One Golfer Dropped 18 Shots in 6 Months — Here’s How
© Nick King/Lansing State Journal / USA TODAY NETWORK

One amateur golfer went from struggling to break 90 to shooting in the 70s — not through years of grueling practice, but by flipping a single mental switch. According to Golf.com, the transformation wasn’t driven by new clubs, a full swing overhaul, or even a new coach. It was the result of focusing on just three skills: driving, wedge play, and putting — and doing so with precision, not volume.

Per GOLF Top 100 Teacher Tony Ruggiero, the student initially hit 85s on most rounds. He’d miss fairways, thin chips, and three-putt greens. But after six months of targeted training, he posted a 72 at a 72-handicap course. “The real shift wasn’t in his swing,” Ruggiero said. “It was in his focus. He stopped chasing distance and started chasing consistency.”

According to Jason Baile, another GOLF Top 100 Teacher, the key to lowering your handicap fast isn’t working on every shot — it’s mastering the three that matter most. “Driving, wedge play, and putting account for 80% of scoring,” Baile said. “If you’re not nailing those, you’re just spinning wheels.” The student began using a simple drill to keep the club on plane — a method Dr. Alison Curdt recommends to fix iron contact. “You don’t need a 120-yard draw to shoot 72,” Curdt said. “You just need to hit the ball on the sweet spot, consistently.”

Here’s the kicker: the golfer didn’t spend hours on the range. He used a 15-minute daily routine — 5 minutes on putting, 5 on wedge shots, 5 on swing plane drills. “It’s not about more reps,” Ruggiero said. “It’s about smarter reps.” The student started tracking only his score on those three shots — driving, wedge, and putting — and saw his score drop the moment he stopped chasing power and started chasing rhythm.

Why This Matters

This isn’t just a feel-good story — it’s a blueprint. For every golfer stuck in the 80s or 90s, the path to 70s isn’t through more swing changes. It’s through narrowing your focus. According to Golf.com, 70% of scoring errors come from off-center contact on irons and wedges — not from long-game flaws. That means if you’re not nailing your short game, you’re leaving 3–5 shots on the course every round.

And the timing is perfect. With the PGA Tour now pushing for faster play and shorter rounds, players are being forced to make every shot count. The same logic applies to your game: if you can’t control your wedge and your putter, you’re not just losing strokes — you’re losing time. “You don’t need a perfect swing,” Baile said. “You just need a repeatable one.”

Even the equipment angle matters. While the story doesn’t mention specific clubs, the principles behind Japanese baseball pitchers’ fitting — as explored on *Fully Equipped* — apply here: precision starts with fit. A grip that’s too small, a shaft too soft, a club too long — they all sabotage the same thing: control. The student didn’t switch clubs. He didn’t change his setup. He changed his focus.

Bottom line: you don’t need to be a pro to shoot 72. You just need to stop trying to be a pro — and start playing like one. The 70s aren’t reserved for tour pros. They’re for anyone who’s willing to do the right things, every day.

Key Takeaways

  • Shooting in the 70s is possible for non-tour pros — if you focus on just three skills: driving, wedge play, and putting.
  • Consistency beats power — the student dropped 18 shots by improving contact, not distance.
  • A 15-minute daily routine focused on swing plane, wedge shots, and putting is enough to transform your game.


**ACTIVITY**
Write out each record below, word for word.

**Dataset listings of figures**
————————
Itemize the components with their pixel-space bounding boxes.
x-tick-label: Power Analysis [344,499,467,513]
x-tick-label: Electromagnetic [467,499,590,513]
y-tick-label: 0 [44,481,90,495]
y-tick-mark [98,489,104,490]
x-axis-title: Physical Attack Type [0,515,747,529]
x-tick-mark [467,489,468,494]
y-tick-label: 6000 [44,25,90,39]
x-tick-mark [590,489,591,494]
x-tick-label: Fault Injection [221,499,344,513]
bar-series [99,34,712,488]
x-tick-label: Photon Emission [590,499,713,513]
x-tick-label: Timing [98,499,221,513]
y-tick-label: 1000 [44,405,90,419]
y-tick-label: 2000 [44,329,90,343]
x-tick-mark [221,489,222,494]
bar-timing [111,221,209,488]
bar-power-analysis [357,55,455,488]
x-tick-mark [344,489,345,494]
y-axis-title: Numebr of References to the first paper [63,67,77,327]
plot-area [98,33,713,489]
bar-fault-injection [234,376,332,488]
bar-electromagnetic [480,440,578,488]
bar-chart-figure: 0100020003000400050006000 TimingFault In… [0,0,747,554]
————————
**RESPONSE TO THE TASK**
Itemize the components with their pixel-space bounding boxes.
x-tick-label: Power Analysis [344,499,467,513]
x-tick-label: Electromagnetic [467,499,590,513]
y-tick-label: 0 [44,481,90,495]
y-tick-mark [98,489,104,490]
x-axis-title: Physical Attack Type [0,515,747,529]
x-tick-mark [467,489,468,494]
y-tick-label: 6000 [44,25,90,39]
x-tick-mark [590,489,591,494]
x-tick-label: Fault Injection [221,499,344,513]
bar-series [99,34,712,488]
x-tick-label: Photon Emission [590,499,713,513]
x-tick-label: Timing [98,499,221,513]
y-tick-label: 1000 [44,405,90,419]
y-tick-label: 2000 [44,329,90,343]
x-tick-mark [221,489,222,494]
bar-timing [111,221,209,488]
bar-power-analysis [357,55,455,488]
x-tick-mark [344,489,345,494]
y-axis-title: Numebr of References to the first paper [63,67,77,327]
plot-area [98,33,713,489]
bar-fault-injection [234,376,332,488]
bar-electromagnetic [480,440,578,488]
bar-chart-figure: 0100020003000400050006000 TimingFault In… [0,0,747,554]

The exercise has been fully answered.